Brandl's decontextualized enlargement of accidental or idiomatic graphic detail (cross-hatching, dynamic motion lines, technological insufficiencies, etc.) coupled with his pungent, off-beat use of color, disorients yet freshens one's perception in unique ways. Likewise, Youngerman's music playfully explores the fine line between abstraction and emotion, distilling the exuberance of both visual and musical pop into a new language of pulsating line and contrametric sound strata. Contradictory dichotomies permeate both creators' works: "high" and "low" art, intellectuality and sensuality, rigor and excess, new technologies and old, contemplation and immediacy."

Here is a review from a French puböication, "Nouvelles rive gauche"

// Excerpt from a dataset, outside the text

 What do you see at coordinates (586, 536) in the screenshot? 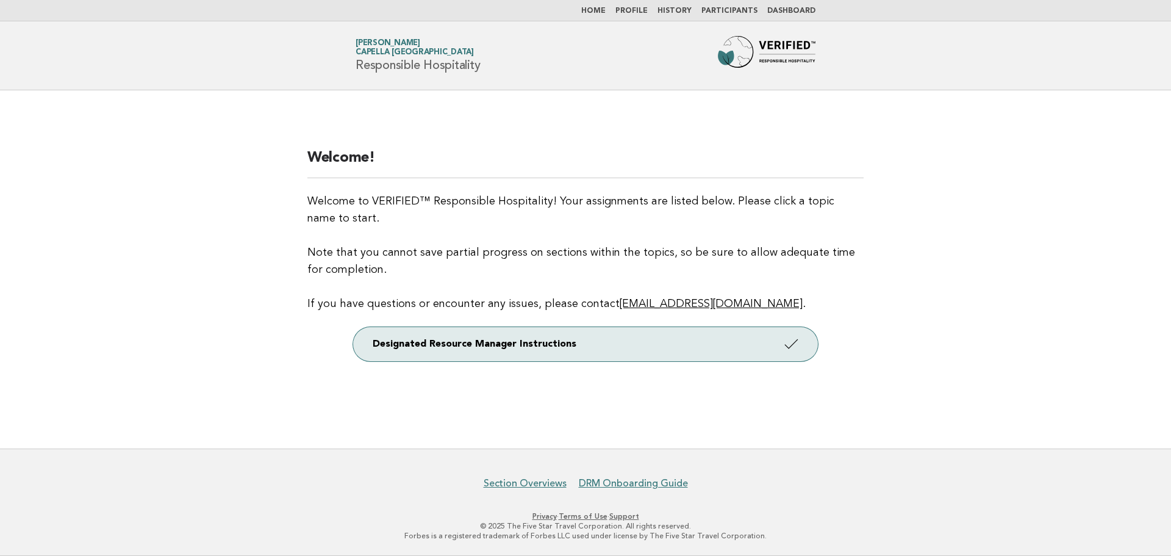
I see `p: Forbes is a registered trademark of Forbes LLC used under license by The Five Star Travel Corpora...` at bounding box center [586, 536].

And here is an article in German about it from "Saiten":
  












Go GHOTI, Cover Nr. 35, July, 2001


This is "Covers" work Nr. 35 --- ink and gouache on paper. 21 x 15 cm / 8.25 in x 6 in. Dated July, 2001. "Go GHOTI." Price "Lotso ¢." In the company box: "PHON-et-ICKS tm" In the drawing caption box left "Just say "FISH"! In the drawing caption box right: "At its Best! Linguistic Logic!" Under the date, a very tiny: "V, F, PH" (refering to German). In the circle top right: an image of an old-style telephone receiver, ampersand and a cross-out-'x.' The apparently abstract image is actually a close-up, enlarged image of very small sketched "FPHGH" by me. "GHOTI" is a artificial word created to display the irregularities in English spelling from a phonetic point of view, thus pointing out some silliness to learning phonetics, although I always enjoyed it. Attributed often to George Bernard Shaw, he himself attributed it to an annoymous spelling reformer. This is for my sister Marcia Brandl Willhite, who always found teaching and learning phonetics to be pointless. tm, (c) 2001 MSB

Unseen Visions of God, Cover Nr. 34, July, 2001


This is "Covers" work Nr. 34 --- ink and gouache on paper. 21 x 15 cm / 8.25 in x 6 in. Dated July, 2001. "Unseen Visions of God." Price "$ Tithe or Tons." In the company box: "Comic God! Brandl's Meta-Drawings tm." In the drawing caption box: "In the Image of Jack's Image." Under the number box: Apologies to Kirby! The inset image is of a drawing the great comic artist Jack Kirby made. The apparently abstract image by me is actually a close-up of a detail of a part of Kirby's drawing.